The social and political crisis in France is still closely scrutinized by the foreign press. In the United Kingdom, The Financial Times says that the "mess" around the pension reform was "predictable", but regrets that Emmanuel Macron has resorted to 49.3, rather than submitting the text to the vote of MPs. The Spanish newspaper El Pais already sees the president "weakened for the rest of his mandate" and facing a "permanent malaise in the street", until the end of his five-year term. Confronted, also, with the risk of finding himself "like Barack Obama", the president "who gave the keys to the White House to Donald Trump", "like the one who gave the keys (of the Elysee) to Marine Le Pen".

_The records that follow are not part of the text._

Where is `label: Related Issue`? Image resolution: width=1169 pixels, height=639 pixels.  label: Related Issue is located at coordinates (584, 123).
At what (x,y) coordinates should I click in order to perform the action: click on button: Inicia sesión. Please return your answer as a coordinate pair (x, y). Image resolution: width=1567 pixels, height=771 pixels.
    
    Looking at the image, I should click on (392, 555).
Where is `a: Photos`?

#Portada | Joven y precario, el nuevo perfil del español que se siente solo; Macron afronta su peor crisis con la calle en tensión; Trump dice que será detenido el martes y llama a la protesta, en EL PAÍS este domingo 19 de marzo

🔗 https://t.co/dxID0xSAfq pic.twitter.com/PjP9Udrs7c

— EL PAÍS (@el_pais) March 19, 2023

In the press, too, the 20th anniversary of the beginning of the American invasion of Iraq. Many analyses and comments are published on this subject in the international press. I have simply retained for you the op-ed by the Iraqi poet and novelist Sinan Antoon in The Guardian, a text entitled "A million deaths later, I cannot forgive what American terrorism has done to my country, Iraq". He sums up the mindset of many of his compatriots: "The 'new Iraq' promised by warmongers brought neither Starbucks nor start-ups, but car bombs, al-Qaeda and the Islamic State group," writes Sinan Antoon.

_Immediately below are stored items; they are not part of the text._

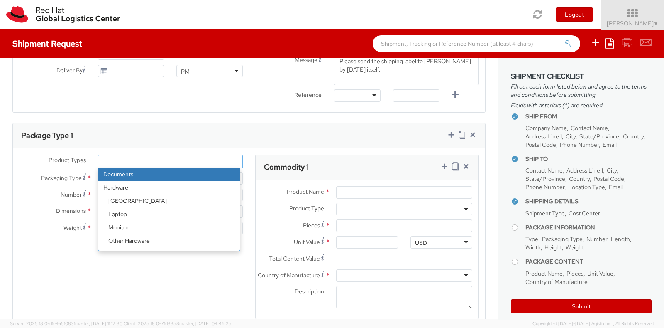  Describe the element at coordinates (67, 160) in the screenshot. I see `span: Product Types` at that location.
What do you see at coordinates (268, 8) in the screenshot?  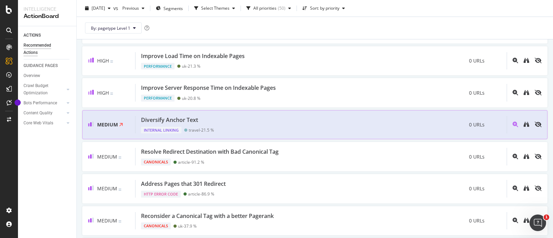 I see `button: All priorities(50)` at bounding box center [268, 8].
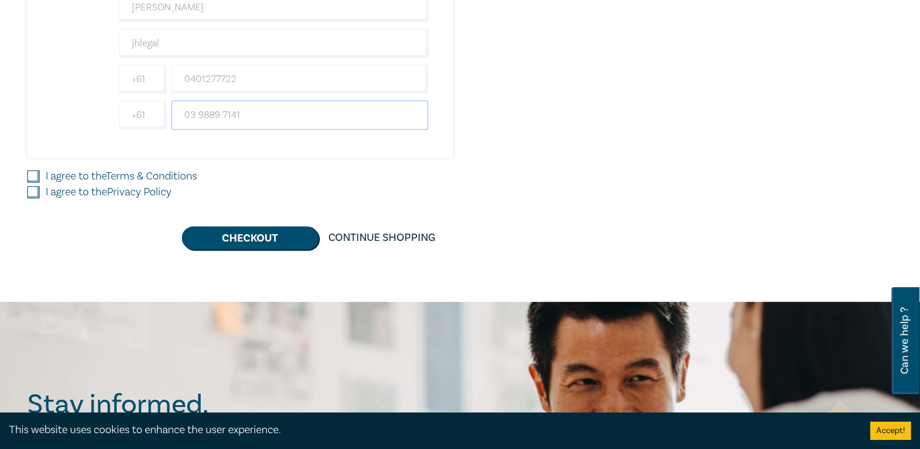 The height and width of the screenshot is (449, 920). What do you see at coordinates (171, 404) in the screenshot?
I see `h2: Stay informed.` at bounding box center [171, 404].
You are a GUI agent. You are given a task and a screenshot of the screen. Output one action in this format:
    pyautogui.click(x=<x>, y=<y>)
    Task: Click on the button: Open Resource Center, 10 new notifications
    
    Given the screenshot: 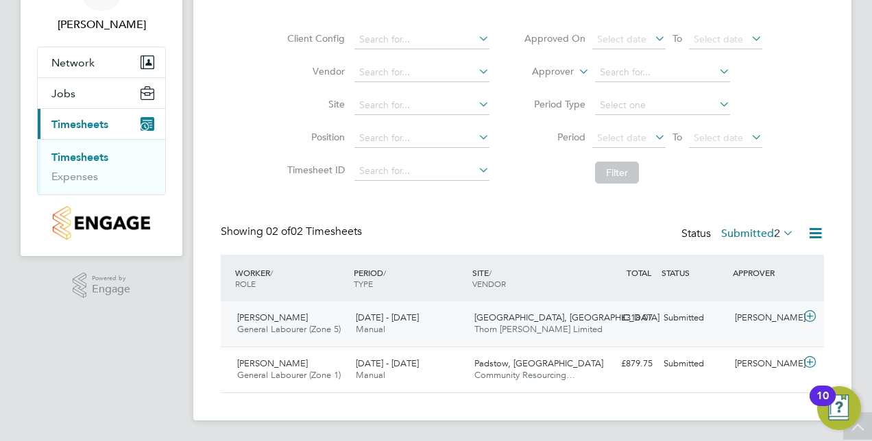 What is the action you would take?
    pyautogui.click(x=839, y=408)
    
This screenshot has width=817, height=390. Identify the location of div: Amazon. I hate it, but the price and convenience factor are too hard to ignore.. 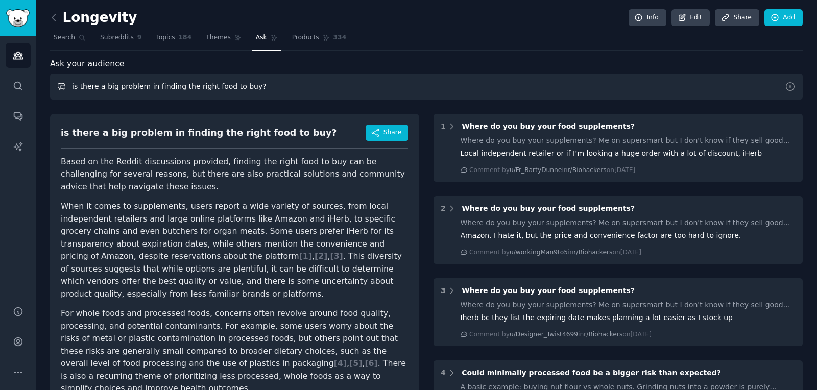
(628, 235).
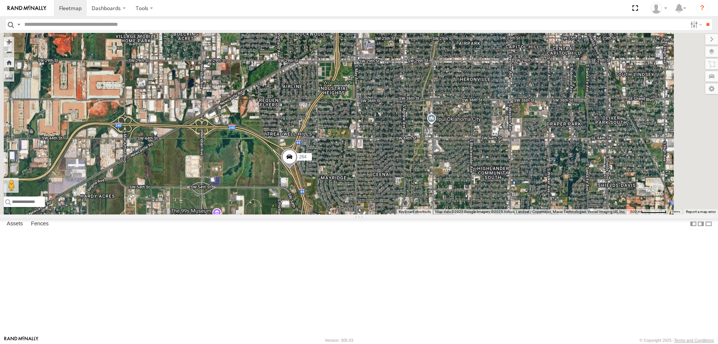 The height and width of the screenshot is (344, 718). Describe the element at coordinates (9, 52) in the screenshot. I see `button: Zoom out` at that location.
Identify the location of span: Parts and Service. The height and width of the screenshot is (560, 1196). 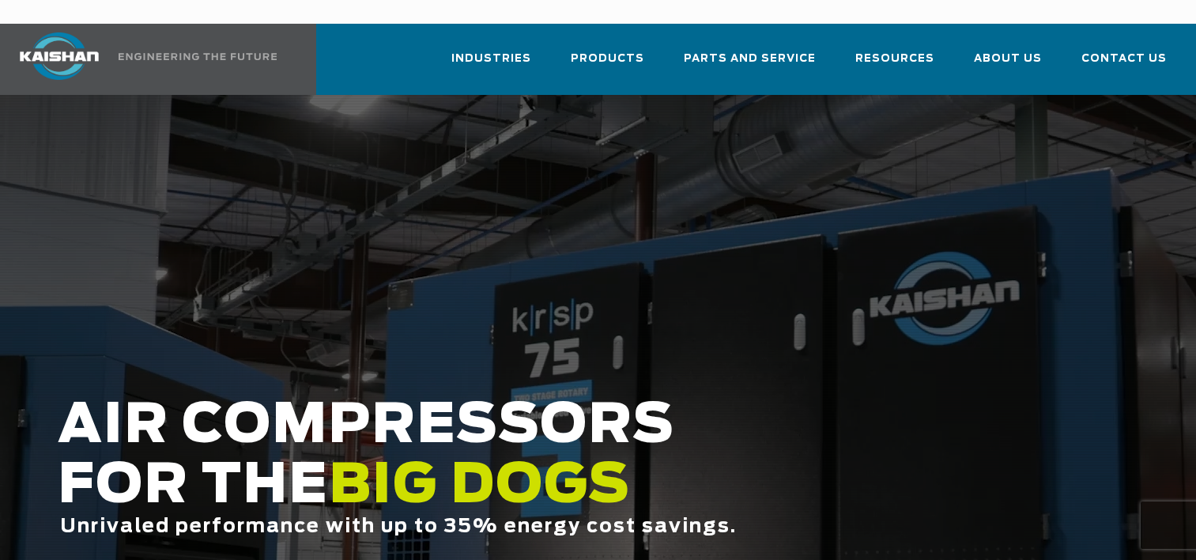
(750, 59).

THe original title was:A million lives later: #American_Terrorism and Iraqi Lives
I cannot forgive what American terrorism did to my country, #Iraq | Sinan Antoon https://t.co/ufITFJkhXl

— Sinan Antoon سنان أنطون (@sinanantoon) March 19, 2023

The indelible scars of the American intervention, which is also mentioned in a report in the newspaper La Croix, in Fallujah. This city west of Baghdad has experienced al-Qaeda and Daesh, but it is the deluge of American bombs with white phosphorus and depleted uranium, which has made this city a laboratory of horror. Twenty years after the American invasion, many malformed babies are still being born there, and cancer cases have exploded. If Washington has finally acknowledged the use of white phosphorus and depleted uranium weapons on Fallujah, the US authorities still deny that these weapons can cause such effects on the population. The newspaper's special envoy recalls that some components of depleted uranium have a half-life equal to 4.5 billion years. "The fear is therefore great that Fallujah and its people will be contaminated for eternity."

20 years later, the deluge of US white phosphorus and uranium bombs still has consequences: many malformed babies are being born in Iraq.https://t.co/7K6gOLZv1B

— La Croix (@LaCroix) March 20, 2023

We do not leave each other on that. On the occasion of the Day of Happiness, Le Parisien/Aujourd'hui en France asked philosophers to give him some tips to find it, to feel better on a daily basis. For Fabrice Midal, author of "Everything that prevents us from being happy and what we need to know to be happy", it would be above all a question of not hesitating to break one's loneliness, to go to others and recognize that we love them.